My application reads an Excel file using VSTO and adds the read data to a StringDictionary
. It adds only data that are numbers with a few digits (1000 1000,2 10
I have always preferred using the TryParse()
methods because it is going to spit back success or failure to convert without having to worry about exceptions.
The .NET Framework design guidelines recommend using the Try methods. Avoiding exceptions is usually a good idea.
Convert.ToDouble(object)
will do ((IConvertible) object).ToDouble(null);
Which will call Convert.ToDouble(string, null)
So it's faster to call the string version.
However, the string version just does this:
if (value == null)
{
return 0.0;
}
return double.Parse(value, NumberStyles.Float | NumberStyles.AllowThousands, provider);
So it's faster to do the double.Parse
directly.
Unless you are 100% certain of your inputs, which is rarely the case, you should use Double.TryParse.
Convert.ToDouble will throw an exception on non-numbers
Double.Parse will throw an exception on non-numbers or null
Double.TryParse will return false or 0 on any of the above without generating an exception.
The speed of the parse becomes secondary when you throw an exception because there is not much slower than an exception.

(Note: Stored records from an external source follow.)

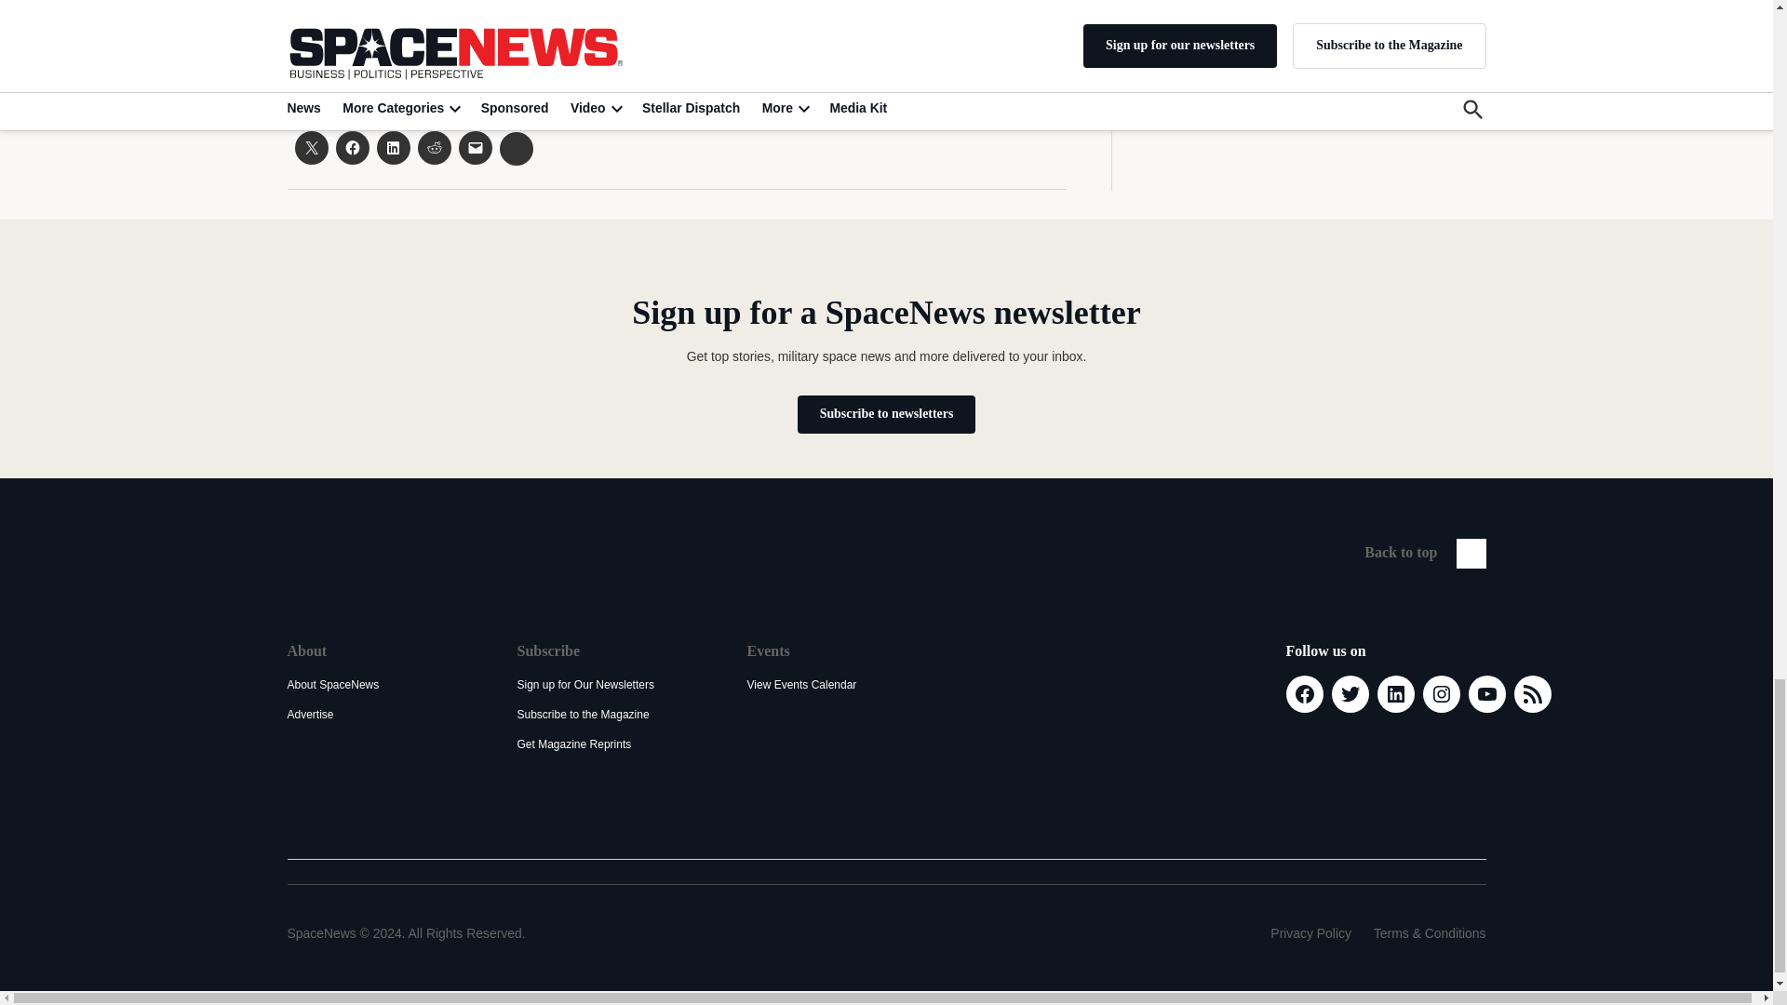 The width and height of the screenshot is (1787, 1005). I want to click on Click to email a link to a friend, so click(475, 148).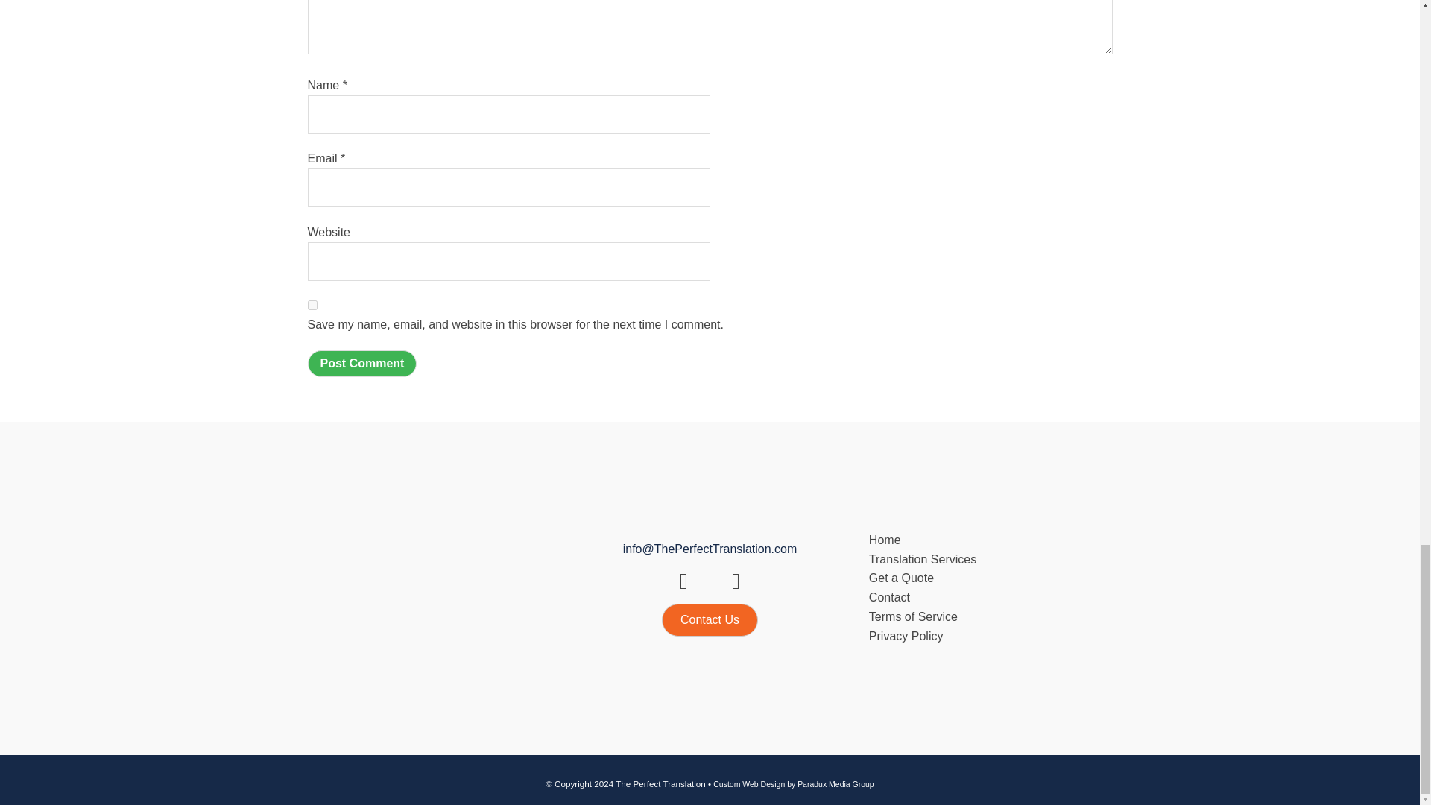 This screenshot has height=805, width=1431. Describe the element at coordinates (793, 784) in the screenshot. I see `Custom Web Design by Paradux Media Group` at that location.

I did a quick non-scientific test in Release mode. I used two inputs: "2.34523" and "badinput" into both methods and iterated 1,000,000 times.
Valid input:
Double.TryParse = 646ms
Convert.ToDouble = 662 ms
Not much different, as expected. For all intents and purposes, for valid input, these are the same.
Invalid input:
Double.TryParse = 612ms
Convert.ToDouble = ..
Well.. it was running for a long time. I reran the entire thing using 1,000 iterations and Convert.ToDouble
with bad input took 8.3 seconds. Averaging it out, it would take over 2 hours. I don't care how basic the test is, in the invalid input case, Convert.ToDouble
's exception raising will ruin your performance.
So, here's another vote for TryParse
with some numbers to back it up.
If you aren't going to be handling the exception go with TryParse. TryParse is faster because it doesn't have to deal with the whole exception stack trace.